NCR 3334. There follows a report prepared last week by Secretary Ringwalt and Counselor Smyth65 which I am sending along in accordance with my policy of giving full freedom to my reporting officers even though I may not concur in their reports. We wish to make it clear that the report which follows is not concerned in any way with questions of policy. We wish merely to report as of interest information received from such varied Chinese sources (including Kuomintang, Liberal and Communist) that we feel it should not be ignored.

1.
[The] Japanese retirement from Foochow on May 17 and from Nanning on May 26 are indicative of the accelerated pace of the Japanese withdrawal from South China which has been apparent for some time. The Japanese appear no longer to be interested in maintaining their line of communications to South China and Indochina and Japanese pockets left behind in these areas are expected to fight only delaying actions without hope of retirement to the North. There are even indications that Kweilin is to be treated in future as a secondary base only as air communications and other facilities are being reduced for transfer northward.
2.
Coincidental with the Japanese withdrawal from South China has been reported intensification of the sharp but so far localized armed strife between the troops of the Kuomintang and the Communists who are competing to (1) fill the vacuum left by the retiring Japanese and (2) occupy or control coastal and other strategic areas [Page 407] in the hope of making contact with anticipated Allied landing forces. Skirmishes between the two parties are reported to have occurred in nearly every province in Central and Eastern China.
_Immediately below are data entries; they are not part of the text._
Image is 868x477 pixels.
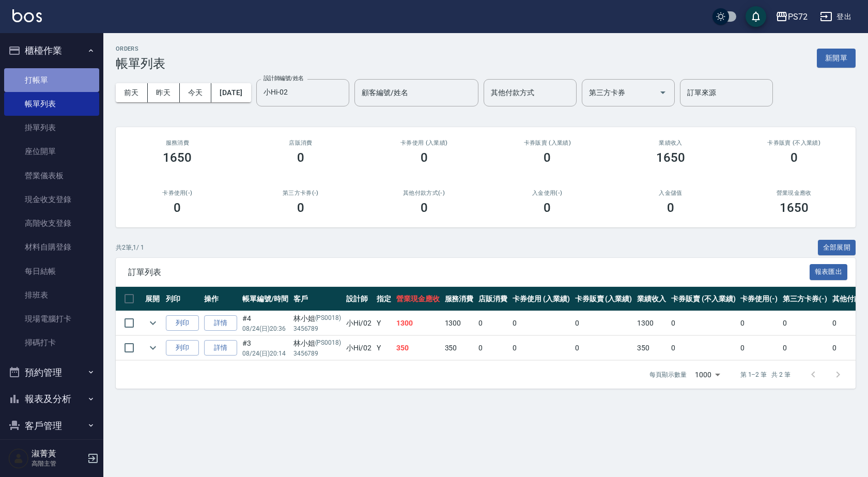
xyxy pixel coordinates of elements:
[4,307,99,331] a: 現場電腦打卡
[442,287,476,311] th: 服務消費
[240,311,291,336] td: #4
[393,311,442,336] td: 1300
[669,336,738,360] td: 0
[771,7,811,27] button: PS72
[4,37,99,64] button: 櫃檯作業
[204,315,237,332] a: 詳情
[4,259,99,283] a: 每日結帳
[744,139,843,147] h2: 卡券販賣 (不入業績)
[572,336,635,360] td: 0
[818,240,856,256] button: 全部展開
[143,287,163,311] th: 展開
[4,139,99,164] a: 座位開單
[240,287,291,311] th: 帳單編號/時間
[621,190,720,196] h2: 入金儲值
[510,336,572,360] td: 0
[779,201,809,215] h3: 1650
[667,201,674,215] h3: 0
[476,287,510,311] th: 店販消費
[201,287,240,311] th: 操作
[128,139,227,147] h3: 服務消費
[476,311,510,336] td: 0
[621,139,720,147] h2: 業績收入
[240,336,291,360] td: #3
[145,340,161,356] button: expand row
[344,311,374,336] td: 小Hi /02
[780,336,830,360] td: 0
[746,7,766,27] button: save
[374,287,393,311] th: 指定
[809,264,848,280] button: 報表匯出
[740,370,791,379] p: 第 1–2 筆 共 2 筆
[4,211,99,235] a: 高階收支登錄
[4,283,99,307] a: 排班表
[393,287,442,311] th: 營業現金應收
[163,287,201,311] th: 列印
[163,151,191,165] h3: 1650
[374,311,393,336] td: Y
[315,313,341,324] p: (PS0018)
[691,361,723,389] div: 1000
[211,83,251,102] button: [DATE]
[128,267,809,278] span: 訂單列表
[4,188,99,211] a: 現金收支登錄
[510,311,572,336] td: 0
[809,267,848,276] a: 報表匯出
[294,338,341,349] div: 林小姐
[4,386,99,412] button: 報表及分析
[817,49,856,68] button: 新開單
[264,74,303,82] label: 設計師編號/姓名
[442,311,476,336] td: 1300
[544,201,551,215] h3: 0
[4,235,99,259] a: 材料自購登錄
[656,151,685,165] h3: 1650
[242,349,288,358] p: 08/24 (日) 20:14
[634,336,669,360] td: 350
[442,336,476,360] td: 350
[166,340,199,356] button: 列印
[738,311,780,336] td: 0
[738,287,780,311] th: 卡券使用(-)
[128,190,227,196] h2: 卡券使用(-)
[116,243,144,252] p: 共 2 筆, 1 / 1
[421,201,428,215] h3: 0
[654,84,671,101] button: Open
[8,448,29,469] img: Person
[166,315,199,332] button: 列印
[145,315,161,331] button: expand row
[4,92,99,116] a: 帳單列表
[510,287,572,311] th: 卡券使用 (入業績)
[780,311,830,336] td: 0
[393,336,442,360] td: 350
[297,201,304,215] h3: 0
[4,331,99,354] a: 掃碼打卡
[251,139,350,147] h2: 店販消費
[116,83,148,102] button: 前天
[374,190,473,196] h2: 其他付款方式(-)
[476,336,510,360] td: 0
[649,370,686,379] p: 每頁顯示數量
[788,10,807,23] div: PS72
[572,311,635,336] td: 0
[780,287,830,311] th: 第三方卡券(-)
[791,151,798,165] h3: 0
[116,46,165,52] h2: ORDERS
[31,459,84,469] p: 高階主管
[344,287,374,311] th: 設計師
[4,412,99,439] button: 客戶管理
[817,53,856,63] a: 新開單
[204,340,237,356] a: 詳情
[31,449,84,459] h5: 淑菁黃
[180,83,212,102] button: 今天
[12,9,42,22] img: Logo
[738,336,780,360] td: 0
[374,336,393,360] td: Y
[498,190,596,196] h2: 入金使用(-)
[294,324,341,334] p: 3456789
[669,287,738,311] th: 卡券販賣 (不入業績)
[148,83,180,102] button: 昨天
[116,56,165,71] h3: 帳單列表
[634,311,669,336] td: 1300
[374,139,473,147] h2: 卡券使用 (入業績)
[315,338,341,349] p: (PS0018)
Especially serious has been the fighting in southwestern Kwangtung, in western Honan, in northern Hunan, where six divisions of Kuomintang troops (three Szechwanese and three under Hsueh Yueh) are reported to be engaged in a sizable battle with the Communists near Pungkiang northeast of Changsha, and in western Chiniang where three divisions of Kuomintang troops plus several regiments of the so-called Loyal and Patriotic Army controlled by General Tai Li are reported to have suffered a serious reverse at the hands of the Communists who are said by several sources to have captured over 400 American rifles and machine guns.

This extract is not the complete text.